Culture

The Critics Roundup: “If I Stay” and “Sin City 2: A Dame to Kill For”

What the critics are saying.

Eva Green in 'Sin City 2: A Dame to Kill For'

Eva Green in 'Sin City 2: A Dame to Kill For'

Christianity Today September 4, 2014
The Weinstein Company

We can’t get to every movie, unfortunately—so in this weekly roundup, we take a look at two we didn’t get to review and see what other critics are saying.

“Love is likely the most powerful and multipurpose emotion we humans are blessed with. And it's the heart and soul of If I Stay,” says PluggedIn’s Bob Hoose, “But this story is more than just a dewy-eyed romance.” If I Stay “becomes more about the love of life than just the love of a cute guy,” making it different from most dramatic romances. Despite this, immorality, a theme “that YA literature and teen romance movies promulgate all too often” seems to be at the heart of this story. Variety’s Justin Chang disagrees with Hoose, believing If I Stay is nothing more than Warner Bros. “attempt to cash in on the current craze for mortality-obsessed YA material,” i.e. The Fault in Our Stars. “While many in the audience may well find themselves getting misty-eyed,” says Chang, “the overall execution is so pedestrian that it’s possible to feel more moved by the filmmakers’ good intentions than by the actual emotional content onscreen.”

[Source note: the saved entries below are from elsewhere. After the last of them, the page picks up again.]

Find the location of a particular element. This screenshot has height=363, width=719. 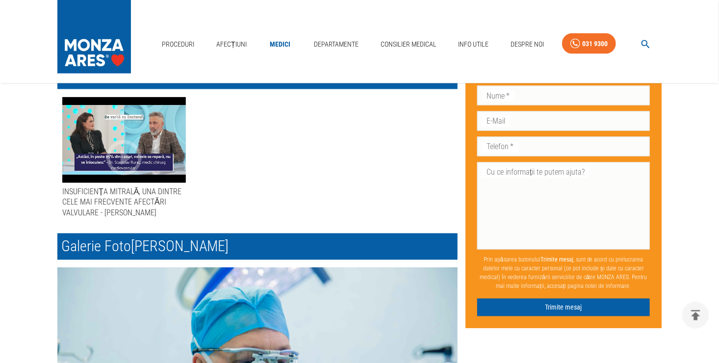

a: Medici is located at coordinates (280, 44).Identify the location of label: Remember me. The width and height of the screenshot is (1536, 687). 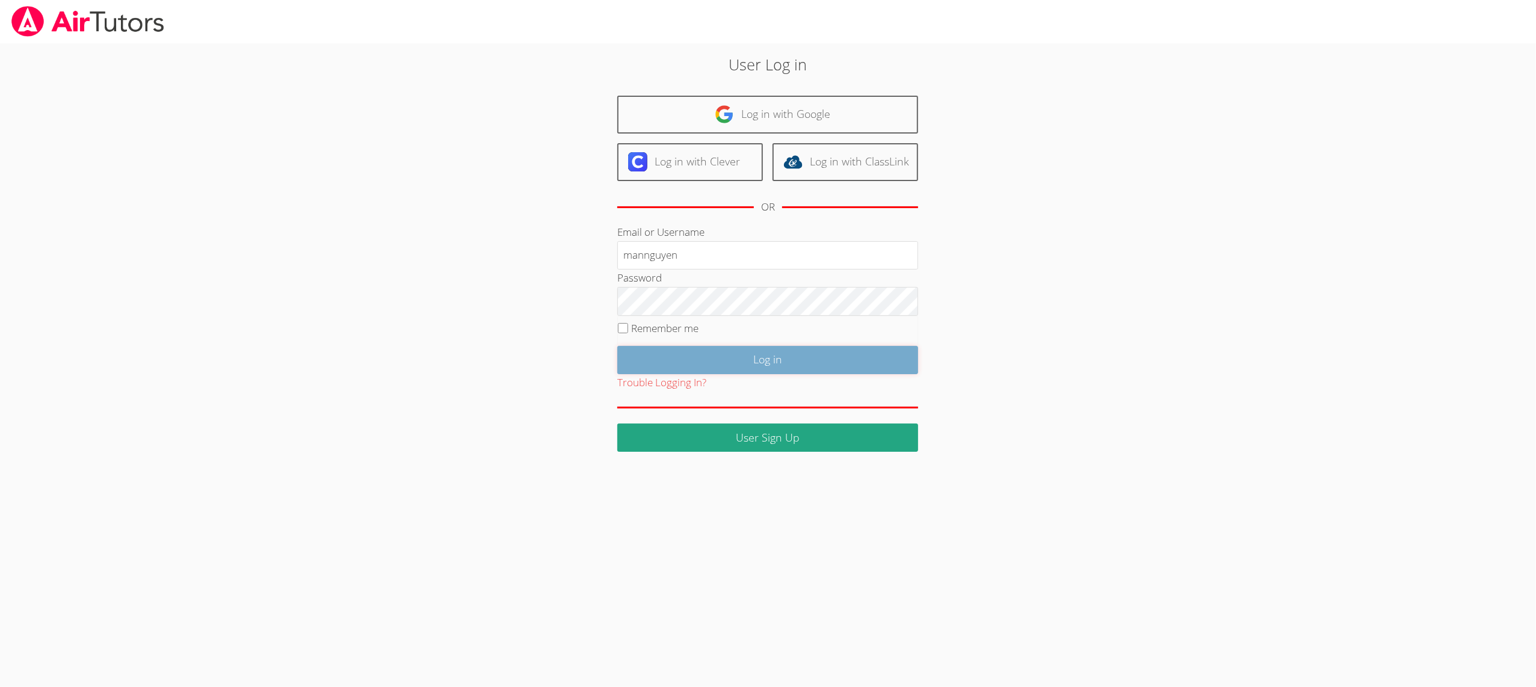
(665, 328).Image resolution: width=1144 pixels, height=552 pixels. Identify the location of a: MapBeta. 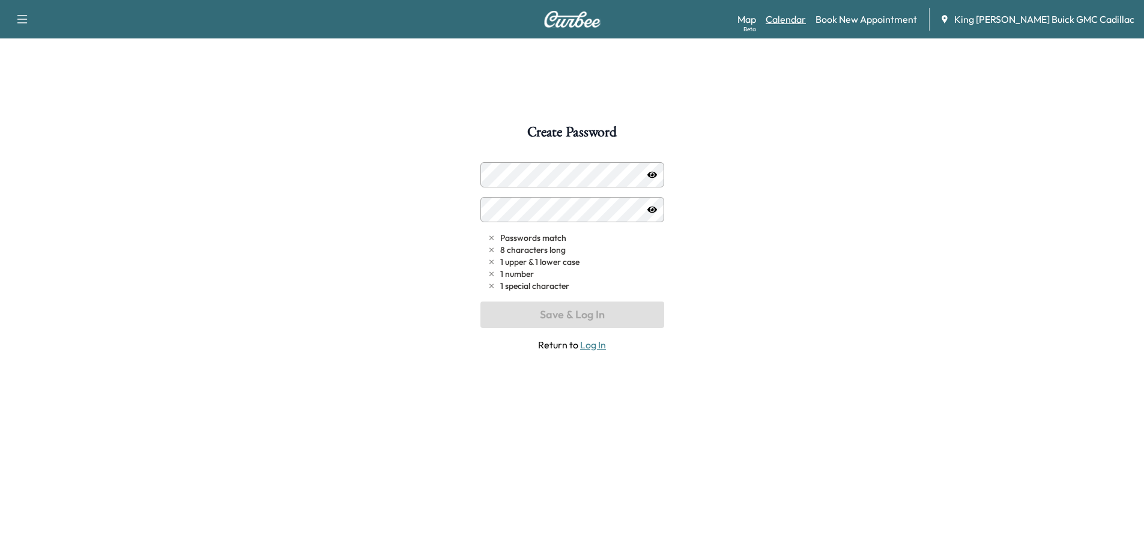
(746, 19).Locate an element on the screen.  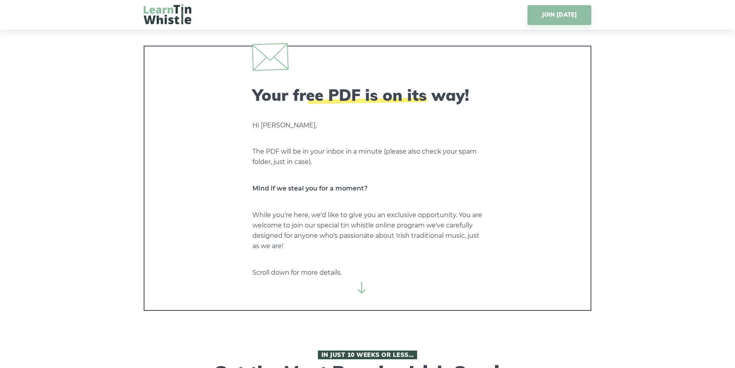
p: Scroll down for more details. is located at coordinates (368, 273).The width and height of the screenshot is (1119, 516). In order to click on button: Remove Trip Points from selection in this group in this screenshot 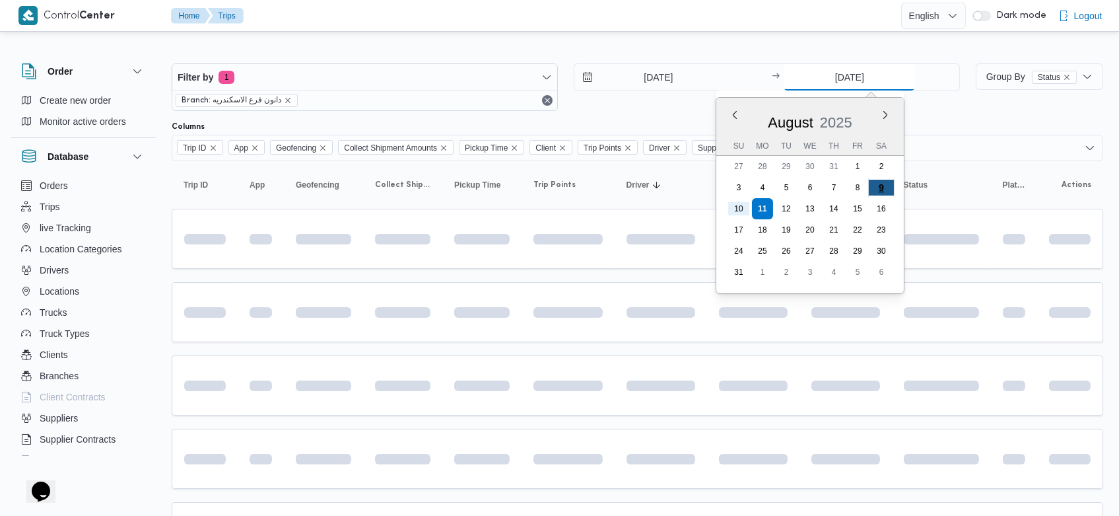, I will do `click(628, 148)`.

Overall, PluggedIn’s Paul Asay says Sin City: A Dame to Kill For “asks audiences to root for bad characters to do bad things to even worse characters.” PluggedIn’s review doesn’t seem to have a single positive comment within it, and Asay is disgusted by the film’s portrayal of women as objects meant to be merely used and abused. Asay compares Sin City to the town in C.S. Lewis’ A Great Divorce: “people living in a dark and joyless place, surrounded by their own sin and fear. They can leave if they want: heaven itself beckons. And yet many are simply unwilling to move.” Although nudity and violence are usually what secular audience’s are looking for, Variety’s Justin Chang says fans will be disappointed with the long-awaited sequel to the 2005 Sin City, which is a “grimly repetitive exercise in style.” As Chang explains, “Rare indeed is the movie that features this many bared breasts, pummeled crotches and severed noggins and still leaves you checking your watch every 10 minutes.”

Larisa Kline is an intern with Christianity Today Movies and a student at The King's College in New York City.